Generally, it's about two months after submission. So we submitted this at the end of October. Okay, end of October.
And then to what extent can you give us confidence about how you would be able to compete this year with Bristol Myers? Bristol has. I couldn't tell you exactly what their sales were last quarter for that drug, but investors are a bit hesitant on the market. It needs to be developed. There needs to be more testing, but how are you going to compete with Bristol Myers?
So repotrectinib sales have been poor. In the first two quarters, they generated about $14 million in revenues, and there was a slight uptick in the Q to about $11 million, but still relatively poor sales, but if you look at repotrectinib inhibitors, the CNS toxicity is quite severe. Patients have 65% dizziness. They have oftentimes problems with ataxia, loss of proprioception, difficulty walking, certainly driving, things that are lifestyle changing. I think that makes it very difficult for physicians to manage. Oncologists are very used to dealing with things like LFTs, which are a paper issue, not a clinical issue, and they have a lot of experience with it because so many oncology drugs elevate LFTs. Dizziness and CNS tox, not so much.
That's a clinical problem that oncologists are not accustomed to dealing with. I think that's going to make it a very difficult adoption for oncologists. So I think that talotrectinib profile will be much easier for oncologists to use. And we anticipate a significantly better adoption among oncologists.
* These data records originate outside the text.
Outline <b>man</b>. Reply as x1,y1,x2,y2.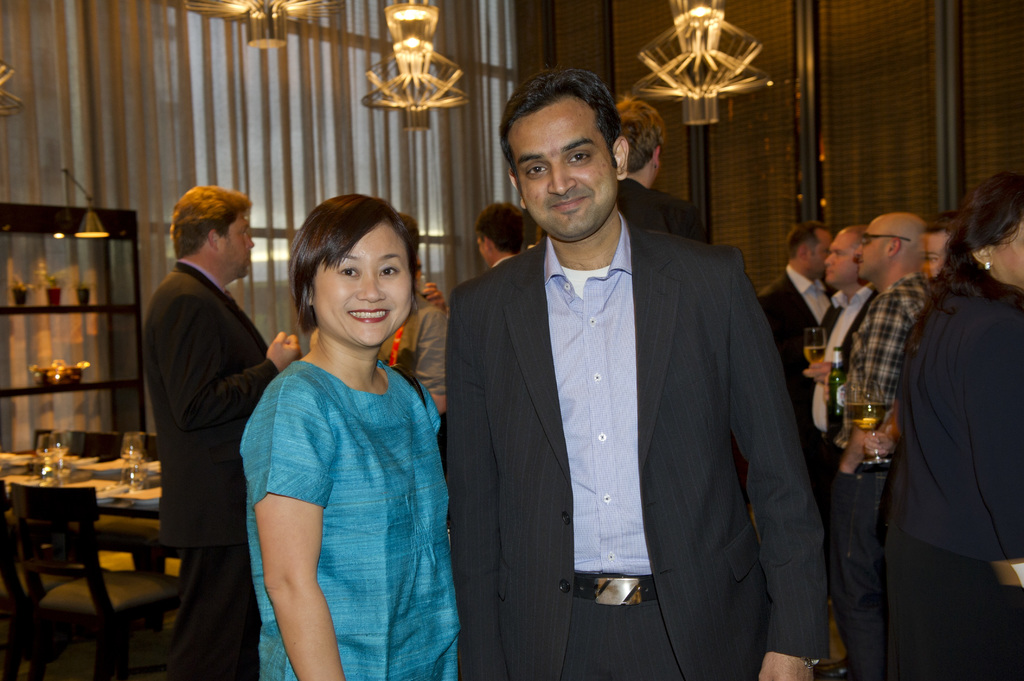
138,179,305,680.
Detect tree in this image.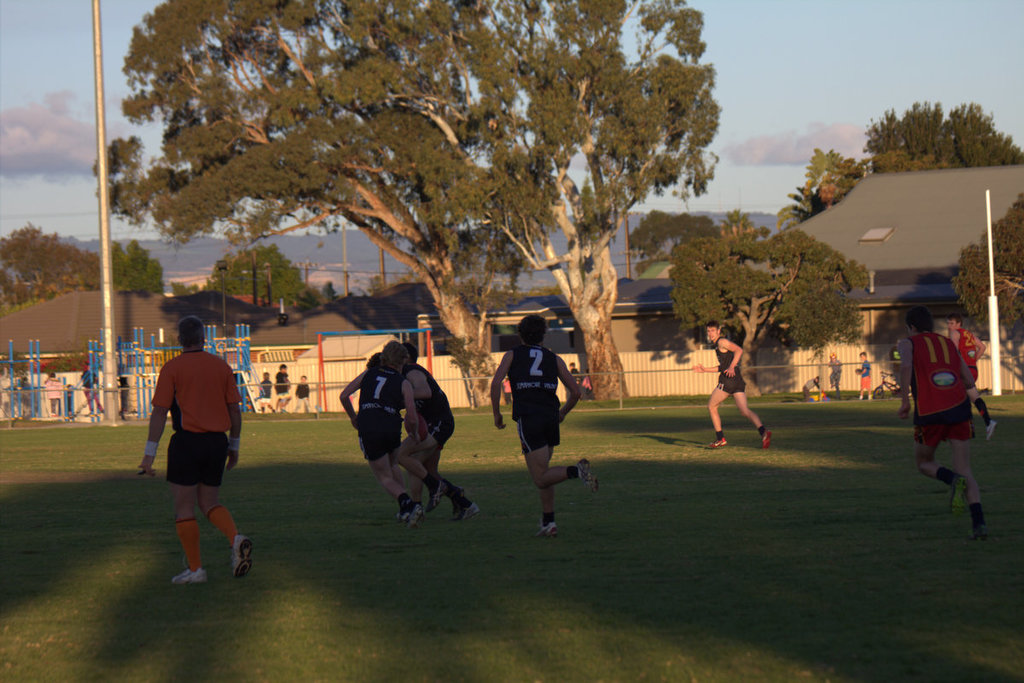
Detection: 175:241:331:313.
Very good. Okay. And then the last question as we wrap up. Typically, small biotechs, as they get approved and launch a drug, typically finance. But I think you've got one of the healthiest balance sheets in all of biotech, actually. So tell us about your cash position. What do you need to raise? How is your position?
So we were very fortunate to raise as much cash as we did. So we have about $549 million right now. We also, as I mentioned, are intending to partner Europe out. We have the possibility of out-licensing our 868 program, depending on what happens with.